“It would seem, monsieur, that you will insist on the refugees sleeping in their petticoats. Where is all the money to come from?”

She contrived to get thirty francs knocked off the price of the blankets.

Then she went in search of bargains, and found a shop that was kept by a little widow. The widow had children to feed, and was ready to fight for them with her finger-nails. The two women talked—and Manon did not try to fight the widow. They spent half an hour chatting to each other, exchanging confidences, and refusing to use their claws.

“It is very hard for all of us,” said Manon, “and you have five children. Mon Dieu!—I have none, but my house is in ruins.”

The woman let Manon have some red cotton for two duvets and several lengths of cretonne for curtains at a price that was honest.

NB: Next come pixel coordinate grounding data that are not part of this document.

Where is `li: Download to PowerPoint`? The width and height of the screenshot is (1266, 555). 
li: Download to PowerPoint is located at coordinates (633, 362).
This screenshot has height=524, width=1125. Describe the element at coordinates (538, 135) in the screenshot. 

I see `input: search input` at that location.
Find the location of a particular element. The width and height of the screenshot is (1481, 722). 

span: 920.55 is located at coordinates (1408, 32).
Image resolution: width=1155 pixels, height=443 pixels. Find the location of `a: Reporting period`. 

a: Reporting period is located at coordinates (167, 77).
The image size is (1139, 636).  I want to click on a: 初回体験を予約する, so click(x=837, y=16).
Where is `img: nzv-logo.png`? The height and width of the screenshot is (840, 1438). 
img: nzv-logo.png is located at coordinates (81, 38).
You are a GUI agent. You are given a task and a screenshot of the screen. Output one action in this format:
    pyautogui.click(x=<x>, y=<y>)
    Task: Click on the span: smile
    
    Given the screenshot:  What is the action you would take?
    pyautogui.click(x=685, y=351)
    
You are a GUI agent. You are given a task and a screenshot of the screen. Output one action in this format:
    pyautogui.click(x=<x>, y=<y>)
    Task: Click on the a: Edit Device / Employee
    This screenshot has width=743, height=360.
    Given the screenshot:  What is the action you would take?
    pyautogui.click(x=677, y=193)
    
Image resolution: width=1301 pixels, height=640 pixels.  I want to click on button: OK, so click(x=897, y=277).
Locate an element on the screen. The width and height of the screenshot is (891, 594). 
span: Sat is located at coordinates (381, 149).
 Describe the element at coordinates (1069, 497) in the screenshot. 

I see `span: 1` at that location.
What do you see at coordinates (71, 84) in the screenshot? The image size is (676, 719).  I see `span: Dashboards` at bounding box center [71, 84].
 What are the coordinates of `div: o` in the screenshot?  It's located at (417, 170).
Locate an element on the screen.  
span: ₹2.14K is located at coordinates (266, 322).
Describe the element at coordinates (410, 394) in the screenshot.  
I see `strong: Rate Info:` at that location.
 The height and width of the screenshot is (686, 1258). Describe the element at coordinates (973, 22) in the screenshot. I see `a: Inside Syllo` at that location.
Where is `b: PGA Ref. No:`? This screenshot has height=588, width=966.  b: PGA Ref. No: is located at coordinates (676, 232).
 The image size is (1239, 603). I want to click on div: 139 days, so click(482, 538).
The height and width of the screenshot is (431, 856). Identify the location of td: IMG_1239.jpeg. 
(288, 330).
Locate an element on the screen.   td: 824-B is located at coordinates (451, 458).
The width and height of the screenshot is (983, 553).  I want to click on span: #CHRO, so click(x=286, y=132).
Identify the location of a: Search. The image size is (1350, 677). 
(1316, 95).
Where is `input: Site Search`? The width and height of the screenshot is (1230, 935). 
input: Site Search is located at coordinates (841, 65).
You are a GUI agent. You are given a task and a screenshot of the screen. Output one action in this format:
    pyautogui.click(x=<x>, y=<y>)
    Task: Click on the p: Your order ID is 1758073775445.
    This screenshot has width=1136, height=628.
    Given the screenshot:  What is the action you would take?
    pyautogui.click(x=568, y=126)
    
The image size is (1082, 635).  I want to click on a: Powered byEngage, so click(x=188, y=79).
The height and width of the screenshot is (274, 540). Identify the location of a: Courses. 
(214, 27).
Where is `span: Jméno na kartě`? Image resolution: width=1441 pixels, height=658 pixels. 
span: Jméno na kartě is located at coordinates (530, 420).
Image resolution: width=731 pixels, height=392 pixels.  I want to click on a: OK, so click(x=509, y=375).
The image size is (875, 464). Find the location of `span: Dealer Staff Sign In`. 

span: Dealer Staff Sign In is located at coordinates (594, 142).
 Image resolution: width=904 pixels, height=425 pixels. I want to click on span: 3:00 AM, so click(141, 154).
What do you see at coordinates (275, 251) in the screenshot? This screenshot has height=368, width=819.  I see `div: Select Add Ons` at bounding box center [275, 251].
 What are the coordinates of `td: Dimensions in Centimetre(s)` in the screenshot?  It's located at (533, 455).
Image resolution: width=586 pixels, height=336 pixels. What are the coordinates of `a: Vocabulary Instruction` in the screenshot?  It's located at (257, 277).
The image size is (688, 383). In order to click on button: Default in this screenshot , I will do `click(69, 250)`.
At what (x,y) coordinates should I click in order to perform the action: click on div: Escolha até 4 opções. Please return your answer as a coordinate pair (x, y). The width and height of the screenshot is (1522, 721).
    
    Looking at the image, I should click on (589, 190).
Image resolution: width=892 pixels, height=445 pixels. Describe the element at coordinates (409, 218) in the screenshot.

“We women should not devour each other.”

The widow kept a cosmopolitan sort of shop. Manon saw men’s shirts hanging up, and a pile of blue linen trousers on one of the shelves. She knew that Paul had one solitary suit of clothes—clothes that would soon be ruined by the rough work on the house. She bought him two good shirts, two pairs of blue linen trousers, a pair of heavy corduroys, and a black alpaca coat. Manon smiled to herself as she fingered the things and chatted to the widow. There was a suggestive homeliness about buying these clothes for Paul, and she found the future strangely full of him. He seemed to have taken his place in Beaucourt, and she saw him moving about in these blue trousers, sleeves rolled up, head bare, hammering, sawing, fixing doors and windows, scrambling about the roof, indefatigable yet rather silent. She was growing quite familiar with the set and intense look in his blue eyes when he was at work. He had good shoulders and strong arms, and a clean, fresh skin. Yes, she liked Paul, the man. And it would be so easy to hurt him. This good fellow needed a protectress.

Manon wandered in a happy mood through Amiens. She was very alive, and the life of Amiens pleased her. She idled into the cathedral and rested there awhile, breathing in the soft grey tranquil atmosphere of the place, a young woman who knew nothing about Gothic architecture and was not worried by that horrible notion that it was her duty to appreciate the beauty of the building. She left a franc in the alms box and went out in search of a tobacco shop. Manon had a little breeze with the woman who kept it—for it is quite unnecessary to let oneself be cheated even if one has been sitting in a cathedral. A few blunt remarks, with blood to Manon, and she went elsewhere. Two tins of “Capstan” and some French mixture very rich in latakia were put away in the string-bag. The price was horrible, but was she not getting Paul’s sweat for nothing?

She did not forget the dictionary, though it was not a new one; newness might rouse suspicions if it happened to fall into other people’s hands. Last of all she bought a saw, a plane, a folding measure, some garden tools, and a soldering set. There were plenty of leaking pots and pans in Beaucourt, and Paul was a man of resource.

The Casteners were waiting for her at the auberge, and they sat down to dinner. Marie waited to know how Manon had fared with her shopping.